Friday, August 30, 2019

Linden Lab Announces Bakes on Mesh Feature is Live


Earlier this week, Linden Lab announced on their blog the release of a new feature for the Second Life viewer: "Bakes on Mesh."

In short, Bakes On Mesh is a feature that allows you to apply a server baked texture to a mesh attachment, similar to the way that standard system avatars currently work. Using this feature, you’ll be able to apply several texture layers to customize skin, tattoos, clothing, etc on your mesh object as a single server baked texture without the need for multiple transparent layers.

The major features of Bakes on Mesh were described as:

Any face of a mesh object can be textured using any of the server baked textures.

The corresponding region of the system avatar is hidden if any attached mesh is using a baked texture.

New texture bake channels have been introduced to give more control over how meshes get textured.

A new “universal wearable” is now provided with support for the new texture channels.


The potential benefits of Bakes on Mesh are avoiding the need for appliers, avoiding the need for different layers and therefore needing fewer meshes and fewer textures to display, and allowing the customization of any mesh set to the system by "simply equipping the appropriate wearables, without needing to modify the mesh itself."

There's a new "Bakes on Mesh" channel of threads in the official forums, where people can ask questions, or get some answered. Inara Pey has written an introduction and overview of the new feature. The Slink avatar brand has a FAQ page about "BOM," as some are starting to call it. They have also announced they've been updating their avatars for it as well.

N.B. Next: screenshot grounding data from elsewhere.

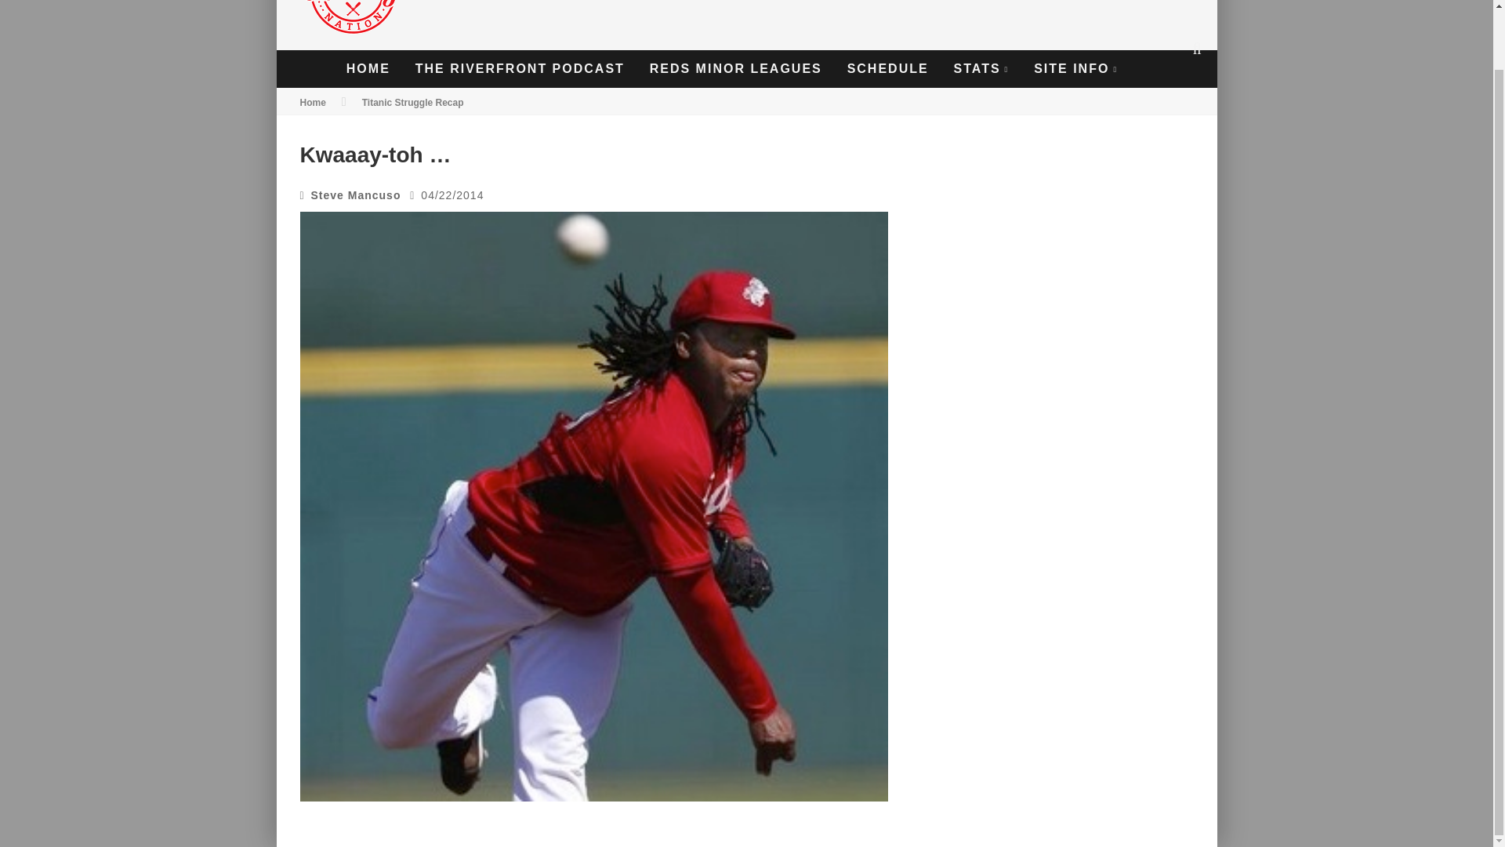 The height and width of the screenshot is (847, 1505). What do you see at coordinates (412, 103) in the screenshot?
I see `View all posts in Titanic Struggle Recap` at bounding box center [412, 103].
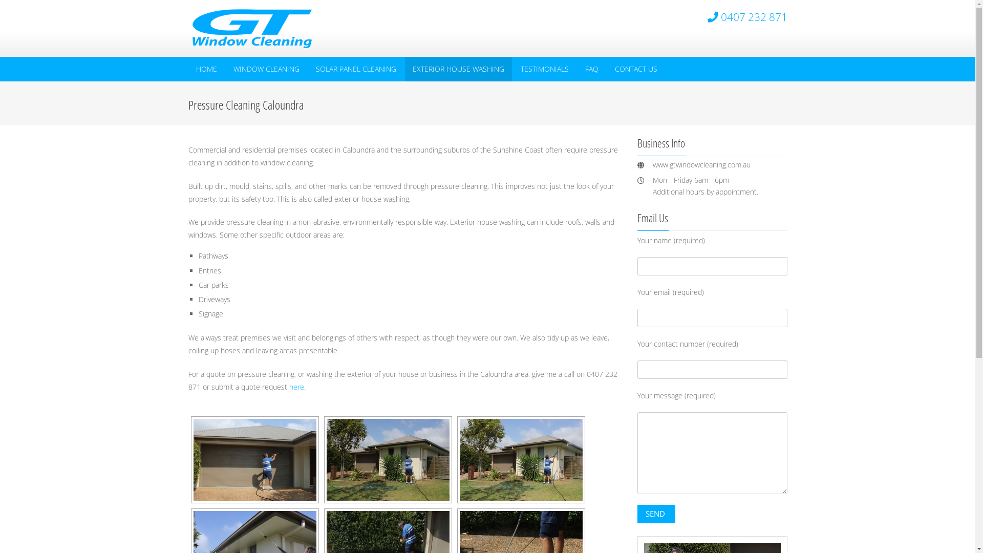  Describe the element at coordinates (545, 69) in the screenshot. I see `TESTIMONIALS` at that location.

The Slink body parts system has undergone a MAJOR update for Bakes on Mesh. We have gone back to the drawing board on many features and redesigned the whole thing from the ground up. We have streamlined the geometry and texture usage, and removed as much unnecessary overhead as possible. This includes extra onion skin layers that were no longer necessary, and the script system and HUD have been completely redesigned to take full advantage of this opportunity. The end result is that the user experience is easier, cleaner and lower avatar rendering cost, especially in the body bundle packages.

Also the Black Dragon Viewer (and presumably Firestorm) are making BOM updates. Hamlet Au quoted Black Dragon creator NiranV as saying BOM was a much needed feature that would help greatly with avatar complexity and the lag that goes with it, an issue he previously talked about as some avatars have been getting very resource-demanding, "Bakes on Mesh idea is nice and it's a much needed thing, especially with onion layers. This could potentially reduce texture memory usage by up to 75%, and polygon counts too."

But just how fast and how much residents will demand Bakes on Mesh enabled products, and how many and how fast avatar designers update remains to be seen. On older viewers that don't have the feature, what is seen is basically a mess of textures that don't make any sense. As Niran stated bluntly, "BOM doesn't mean jack ... if the creators don't swap for it since the user can't, because all the ... human (avatar) trash content is no-mod."